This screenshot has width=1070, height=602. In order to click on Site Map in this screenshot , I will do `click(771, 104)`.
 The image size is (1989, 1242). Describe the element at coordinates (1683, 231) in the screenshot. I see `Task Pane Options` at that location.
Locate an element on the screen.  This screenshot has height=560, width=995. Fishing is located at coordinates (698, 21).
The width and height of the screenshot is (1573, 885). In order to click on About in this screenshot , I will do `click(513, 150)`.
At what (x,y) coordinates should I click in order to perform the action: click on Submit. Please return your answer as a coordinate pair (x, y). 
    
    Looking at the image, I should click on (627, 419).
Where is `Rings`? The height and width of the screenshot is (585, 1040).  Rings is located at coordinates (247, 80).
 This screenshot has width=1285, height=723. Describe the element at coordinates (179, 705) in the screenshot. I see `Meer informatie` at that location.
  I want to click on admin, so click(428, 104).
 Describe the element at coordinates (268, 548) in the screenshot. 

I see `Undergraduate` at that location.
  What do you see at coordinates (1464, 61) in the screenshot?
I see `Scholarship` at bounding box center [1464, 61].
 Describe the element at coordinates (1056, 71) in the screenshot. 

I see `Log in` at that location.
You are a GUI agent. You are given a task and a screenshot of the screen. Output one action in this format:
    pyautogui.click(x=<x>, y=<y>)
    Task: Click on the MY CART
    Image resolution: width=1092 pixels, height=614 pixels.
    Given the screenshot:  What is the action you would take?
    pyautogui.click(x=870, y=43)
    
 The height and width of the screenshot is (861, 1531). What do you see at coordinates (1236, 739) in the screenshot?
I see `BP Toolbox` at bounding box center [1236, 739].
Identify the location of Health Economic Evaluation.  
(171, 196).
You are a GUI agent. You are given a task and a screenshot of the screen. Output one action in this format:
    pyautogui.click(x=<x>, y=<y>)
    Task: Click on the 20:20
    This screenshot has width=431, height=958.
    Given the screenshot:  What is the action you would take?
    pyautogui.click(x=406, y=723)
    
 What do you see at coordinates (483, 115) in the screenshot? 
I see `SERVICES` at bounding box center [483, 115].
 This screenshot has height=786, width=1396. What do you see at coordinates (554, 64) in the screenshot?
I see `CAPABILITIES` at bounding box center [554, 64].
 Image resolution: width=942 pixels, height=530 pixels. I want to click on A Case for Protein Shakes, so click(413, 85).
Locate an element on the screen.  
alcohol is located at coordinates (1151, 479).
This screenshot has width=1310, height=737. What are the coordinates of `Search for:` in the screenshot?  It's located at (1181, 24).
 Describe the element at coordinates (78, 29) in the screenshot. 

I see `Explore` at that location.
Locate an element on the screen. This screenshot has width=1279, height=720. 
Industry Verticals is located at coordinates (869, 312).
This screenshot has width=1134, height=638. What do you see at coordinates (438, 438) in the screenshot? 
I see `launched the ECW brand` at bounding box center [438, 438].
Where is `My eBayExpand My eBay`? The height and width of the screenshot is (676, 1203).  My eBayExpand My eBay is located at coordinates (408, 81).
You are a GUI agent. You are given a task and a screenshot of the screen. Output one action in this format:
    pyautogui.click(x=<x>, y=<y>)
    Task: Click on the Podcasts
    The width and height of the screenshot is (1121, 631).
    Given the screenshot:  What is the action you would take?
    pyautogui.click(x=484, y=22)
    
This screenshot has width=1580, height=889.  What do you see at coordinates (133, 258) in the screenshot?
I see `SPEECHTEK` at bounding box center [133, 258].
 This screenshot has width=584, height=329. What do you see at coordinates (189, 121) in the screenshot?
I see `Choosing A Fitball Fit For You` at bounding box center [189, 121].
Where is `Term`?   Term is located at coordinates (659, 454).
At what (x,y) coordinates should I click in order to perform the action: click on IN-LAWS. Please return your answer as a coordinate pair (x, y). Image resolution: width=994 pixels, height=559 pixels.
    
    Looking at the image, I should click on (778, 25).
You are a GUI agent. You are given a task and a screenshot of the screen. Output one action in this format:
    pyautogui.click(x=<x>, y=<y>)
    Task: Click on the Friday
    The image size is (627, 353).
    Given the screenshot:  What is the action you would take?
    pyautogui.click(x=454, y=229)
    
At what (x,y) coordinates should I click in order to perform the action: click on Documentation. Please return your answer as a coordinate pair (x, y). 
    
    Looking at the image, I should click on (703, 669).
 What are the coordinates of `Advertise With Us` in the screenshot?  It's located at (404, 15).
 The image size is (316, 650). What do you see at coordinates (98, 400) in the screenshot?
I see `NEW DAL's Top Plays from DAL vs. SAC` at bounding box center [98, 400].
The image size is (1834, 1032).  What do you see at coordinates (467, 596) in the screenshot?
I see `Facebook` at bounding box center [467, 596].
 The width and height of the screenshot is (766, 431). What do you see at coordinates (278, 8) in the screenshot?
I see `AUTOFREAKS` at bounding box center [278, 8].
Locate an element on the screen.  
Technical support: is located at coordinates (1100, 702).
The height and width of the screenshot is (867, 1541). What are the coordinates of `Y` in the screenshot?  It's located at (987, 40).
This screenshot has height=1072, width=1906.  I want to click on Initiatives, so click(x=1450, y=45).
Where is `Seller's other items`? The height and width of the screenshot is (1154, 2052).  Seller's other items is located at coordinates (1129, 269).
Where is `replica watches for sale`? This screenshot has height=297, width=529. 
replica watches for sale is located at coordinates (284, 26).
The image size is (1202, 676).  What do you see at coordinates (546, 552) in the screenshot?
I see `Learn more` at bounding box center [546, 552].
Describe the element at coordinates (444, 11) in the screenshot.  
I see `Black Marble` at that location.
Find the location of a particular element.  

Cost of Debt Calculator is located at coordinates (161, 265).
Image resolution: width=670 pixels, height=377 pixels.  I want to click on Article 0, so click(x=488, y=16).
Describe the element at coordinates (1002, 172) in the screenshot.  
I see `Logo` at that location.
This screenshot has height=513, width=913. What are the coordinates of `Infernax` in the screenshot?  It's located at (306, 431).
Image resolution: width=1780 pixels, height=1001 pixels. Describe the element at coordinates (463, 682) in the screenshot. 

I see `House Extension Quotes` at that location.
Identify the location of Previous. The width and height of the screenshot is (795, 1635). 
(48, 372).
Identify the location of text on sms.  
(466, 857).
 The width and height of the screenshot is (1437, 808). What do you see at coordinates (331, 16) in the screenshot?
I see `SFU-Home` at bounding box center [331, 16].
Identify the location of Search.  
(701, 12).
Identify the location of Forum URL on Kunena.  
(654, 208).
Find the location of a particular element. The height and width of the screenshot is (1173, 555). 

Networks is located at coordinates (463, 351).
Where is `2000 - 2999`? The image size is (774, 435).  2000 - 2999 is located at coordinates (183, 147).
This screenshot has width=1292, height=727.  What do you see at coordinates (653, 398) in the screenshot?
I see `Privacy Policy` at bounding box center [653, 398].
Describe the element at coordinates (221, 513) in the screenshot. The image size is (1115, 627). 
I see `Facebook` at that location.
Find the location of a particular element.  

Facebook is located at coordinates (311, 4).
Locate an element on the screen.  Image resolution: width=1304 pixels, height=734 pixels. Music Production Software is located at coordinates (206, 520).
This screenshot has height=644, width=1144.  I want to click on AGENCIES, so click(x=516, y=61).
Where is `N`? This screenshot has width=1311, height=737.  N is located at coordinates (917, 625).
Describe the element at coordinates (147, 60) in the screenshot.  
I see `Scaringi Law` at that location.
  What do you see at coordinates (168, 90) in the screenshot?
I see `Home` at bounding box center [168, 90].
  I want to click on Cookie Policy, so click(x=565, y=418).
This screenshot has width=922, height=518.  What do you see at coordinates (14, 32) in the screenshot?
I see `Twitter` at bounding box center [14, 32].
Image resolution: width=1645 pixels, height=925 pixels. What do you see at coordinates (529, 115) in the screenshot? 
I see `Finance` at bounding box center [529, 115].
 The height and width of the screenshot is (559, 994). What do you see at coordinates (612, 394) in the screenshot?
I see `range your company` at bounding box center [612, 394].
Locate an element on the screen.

----------

WHAT IS BEING ASKED:
The required answer is the run of lines above, starting at the line with "click on Documentation." and ending at the line with "This screenshot has height=1072, width=1906.", reproduced exactly with both ends.

ANSWER SECTION:
At what (x,y) coordinates should I click in order to perform the action: click on Documentation. Please return your answer as a coordinate pair (x, y). 
    
    Looking at the image, I should click on (703, 669).
 What are the coordinates of `Advertise With Us` in the screenshot?  It's located at (404, 15).
 The image size is (316, 650). What do you see at coordinates (98, 400) in the screenshot?
I see `NEW DAL's Top Plays from DAL vs. SAC` at bounding box center [98, 400].
The image size is (1834, 1032).  What do you see at coordinates (467, 596) in the screenshot?
I see `Facebook` at bounding box center [467, 596].
 The width and height of the screenshot is (766, 431). What do you see at coordinates (278, 8) in the screenshot?
I see `AUTOFREAKS` at bounding box center [278, 8].
Locate an element on the screen.  
Technical support: is located at coordinates (1100, 702).
The height and width of the screenshot is (867, 1541). What are the coordinates of `Y` in the screenshot?  It's located at (987, 40).
This screenshot has height=1072, width=1906.  I want to click on Initiatives, so click(x=1450, y=45).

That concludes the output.